CANADA: NASA’s New Horizons mission has made surprising new discovery, and found haze and flowing ice on Pluto.
John Grunsfeld, NASA’s associate administrator for the Science Mission Directorate said that with flowing ices, exotic surface chemistry, mountain ranges, and vast haze, Pluto was showing a diversity of planetary geology that was truly thrilling.
Just seven hours after closest approach, New Horizons aimed its Long Range Reconnaissance Imager (LORRI) back at Pluto, capturing sunlight streaming through the atmosphere and revealing hazes as high as 80 miles (130 kilometers) above Pluto’s surface. A preliminary analysis of the image shows two distinct layers of haze — one about 50 miles (80 kilometers) above the surface and the other at an altitude of about 30 miles (50 kilometers).
The hazes detected are a key element in creating the complex hydrocarbon compounds that give Pluto’s surface its reddish hue, said Michael Summers, New Horizons co-investigator at George Mason University, Virginia.
Models suggest the hazes form when ultraviolet sunlight breaks up methane gas particles — a simple hydrocarbon in Pluto’s atmosphere. The breakdown of methane triggers the buildup of more complex hydrocarbon gases, such as ethylene and acetylene, which also were discovered in Pluto’s atmosphere by New Horizons. As these hydrocarbons fall to the lower, colder parts of the atmosphere, they condense into ice particles that create the hazes. Ultraviolent sunlight chemically converts hazes into tholins, the dark hydrocarbons that color Pluto’s surface.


PROBLEM TO SOLVE: Take every line from the material that has the word "labels" in it.
════════════════════
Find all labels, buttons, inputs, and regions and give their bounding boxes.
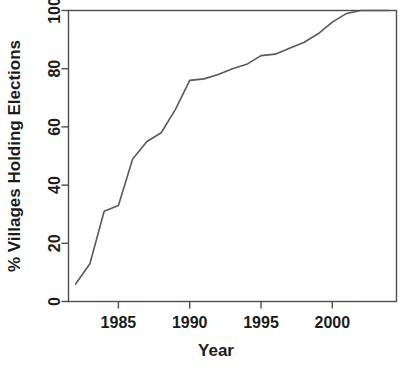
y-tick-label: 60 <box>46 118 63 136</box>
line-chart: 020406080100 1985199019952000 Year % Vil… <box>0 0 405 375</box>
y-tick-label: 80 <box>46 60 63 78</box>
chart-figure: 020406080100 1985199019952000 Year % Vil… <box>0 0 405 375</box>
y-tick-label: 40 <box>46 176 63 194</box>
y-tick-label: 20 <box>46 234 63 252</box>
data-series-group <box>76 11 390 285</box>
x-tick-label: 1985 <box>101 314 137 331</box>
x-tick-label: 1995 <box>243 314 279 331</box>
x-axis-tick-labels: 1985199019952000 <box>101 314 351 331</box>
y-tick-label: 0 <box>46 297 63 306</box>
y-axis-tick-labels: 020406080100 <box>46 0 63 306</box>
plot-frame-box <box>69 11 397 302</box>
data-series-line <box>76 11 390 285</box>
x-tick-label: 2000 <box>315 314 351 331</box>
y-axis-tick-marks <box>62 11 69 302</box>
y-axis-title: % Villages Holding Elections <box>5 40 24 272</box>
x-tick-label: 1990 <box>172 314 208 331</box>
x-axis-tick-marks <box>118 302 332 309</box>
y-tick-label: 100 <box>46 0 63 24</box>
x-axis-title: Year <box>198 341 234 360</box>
════════════════════
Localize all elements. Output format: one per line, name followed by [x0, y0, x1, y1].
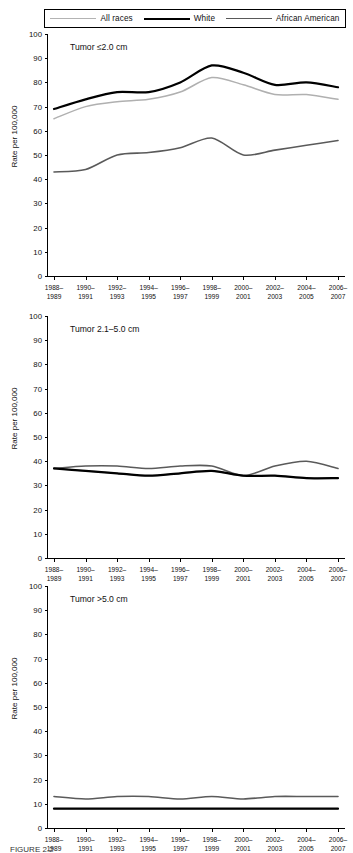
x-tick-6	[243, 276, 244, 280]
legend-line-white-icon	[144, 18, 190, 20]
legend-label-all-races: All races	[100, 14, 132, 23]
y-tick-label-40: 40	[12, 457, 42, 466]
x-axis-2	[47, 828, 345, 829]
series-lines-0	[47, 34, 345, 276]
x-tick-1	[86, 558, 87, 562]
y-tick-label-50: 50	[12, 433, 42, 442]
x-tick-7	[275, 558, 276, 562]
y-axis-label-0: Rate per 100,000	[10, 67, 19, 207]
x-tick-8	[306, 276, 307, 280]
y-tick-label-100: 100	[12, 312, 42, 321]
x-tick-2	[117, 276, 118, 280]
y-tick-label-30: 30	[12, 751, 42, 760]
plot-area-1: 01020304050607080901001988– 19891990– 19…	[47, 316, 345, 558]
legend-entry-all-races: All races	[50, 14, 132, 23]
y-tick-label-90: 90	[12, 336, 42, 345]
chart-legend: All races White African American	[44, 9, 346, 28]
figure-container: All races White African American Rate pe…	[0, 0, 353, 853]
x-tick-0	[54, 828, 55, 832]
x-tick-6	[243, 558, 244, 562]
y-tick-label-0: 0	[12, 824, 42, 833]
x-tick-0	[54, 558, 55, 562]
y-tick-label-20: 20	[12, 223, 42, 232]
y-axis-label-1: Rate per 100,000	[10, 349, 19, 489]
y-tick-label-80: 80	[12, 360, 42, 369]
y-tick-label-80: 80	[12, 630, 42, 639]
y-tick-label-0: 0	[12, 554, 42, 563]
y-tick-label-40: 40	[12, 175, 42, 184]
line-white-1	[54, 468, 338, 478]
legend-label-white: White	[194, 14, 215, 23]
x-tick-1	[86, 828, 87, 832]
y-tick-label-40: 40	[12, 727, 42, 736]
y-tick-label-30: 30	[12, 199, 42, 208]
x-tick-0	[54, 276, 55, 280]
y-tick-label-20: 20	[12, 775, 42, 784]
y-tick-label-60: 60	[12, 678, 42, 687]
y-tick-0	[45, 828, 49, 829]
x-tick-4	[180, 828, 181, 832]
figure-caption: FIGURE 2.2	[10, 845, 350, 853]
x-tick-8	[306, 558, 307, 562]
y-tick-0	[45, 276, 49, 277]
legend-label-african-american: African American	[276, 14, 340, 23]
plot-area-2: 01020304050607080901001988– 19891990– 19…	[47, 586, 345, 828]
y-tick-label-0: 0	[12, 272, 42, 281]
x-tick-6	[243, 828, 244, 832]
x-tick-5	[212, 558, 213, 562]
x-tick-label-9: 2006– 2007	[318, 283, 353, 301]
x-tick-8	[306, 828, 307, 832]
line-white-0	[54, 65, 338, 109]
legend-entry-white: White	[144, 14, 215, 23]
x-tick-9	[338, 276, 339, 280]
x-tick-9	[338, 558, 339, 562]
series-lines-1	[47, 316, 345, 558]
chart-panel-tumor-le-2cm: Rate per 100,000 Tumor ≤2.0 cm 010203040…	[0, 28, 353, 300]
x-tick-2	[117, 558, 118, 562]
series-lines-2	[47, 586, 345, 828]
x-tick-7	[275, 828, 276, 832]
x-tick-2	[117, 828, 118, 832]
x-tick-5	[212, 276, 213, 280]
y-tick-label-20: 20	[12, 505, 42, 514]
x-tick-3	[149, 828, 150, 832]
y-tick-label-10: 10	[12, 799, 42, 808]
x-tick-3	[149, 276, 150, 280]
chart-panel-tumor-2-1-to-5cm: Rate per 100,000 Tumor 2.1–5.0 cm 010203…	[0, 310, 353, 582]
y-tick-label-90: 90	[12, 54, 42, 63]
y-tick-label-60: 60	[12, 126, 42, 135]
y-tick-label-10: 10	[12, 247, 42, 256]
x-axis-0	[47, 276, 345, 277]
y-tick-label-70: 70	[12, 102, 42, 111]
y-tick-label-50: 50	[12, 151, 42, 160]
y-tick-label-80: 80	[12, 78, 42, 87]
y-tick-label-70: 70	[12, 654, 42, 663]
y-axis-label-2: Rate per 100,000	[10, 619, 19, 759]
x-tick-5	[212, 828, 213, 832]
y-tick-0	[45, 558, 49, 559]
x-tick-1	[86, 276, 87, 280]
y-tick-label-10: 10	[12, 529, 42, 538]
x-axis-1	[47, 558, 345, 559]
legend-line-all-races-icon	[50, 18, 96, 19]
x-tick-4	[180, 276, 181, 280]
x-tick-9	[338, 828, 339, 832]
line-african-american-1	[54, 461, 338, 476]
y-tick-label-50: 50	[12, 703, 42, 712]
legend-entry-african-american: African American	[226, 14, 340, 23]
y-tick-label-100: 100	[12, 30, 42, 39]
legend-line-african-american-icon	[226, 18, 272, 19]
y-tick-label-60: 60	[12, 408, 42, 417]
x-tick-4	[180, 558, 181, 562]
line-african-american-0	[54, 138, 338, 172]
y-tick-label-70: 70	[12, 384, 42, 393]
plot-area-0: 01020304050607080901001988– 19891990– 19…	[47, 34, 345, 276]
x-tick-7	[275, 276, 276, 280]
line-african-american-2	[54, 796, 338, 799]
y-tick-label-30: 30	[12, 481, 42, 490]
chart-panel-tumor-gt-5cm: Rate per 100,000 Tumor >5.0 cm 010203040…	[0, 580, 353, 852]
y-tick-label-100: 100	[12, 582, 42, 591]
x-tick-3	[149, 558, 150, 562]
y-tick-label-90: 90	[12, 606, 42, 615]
════════════════════
OUTPUT FOR THIS TASK:
Find all labels, buttons, inputs, and regions and give their bounding boxes.
x-axis-tick-labels: 1985199019952000 <box>101 314 351 331</box>
y-axis-tick-labels: 020406080100 <box>46 0 63 306</box>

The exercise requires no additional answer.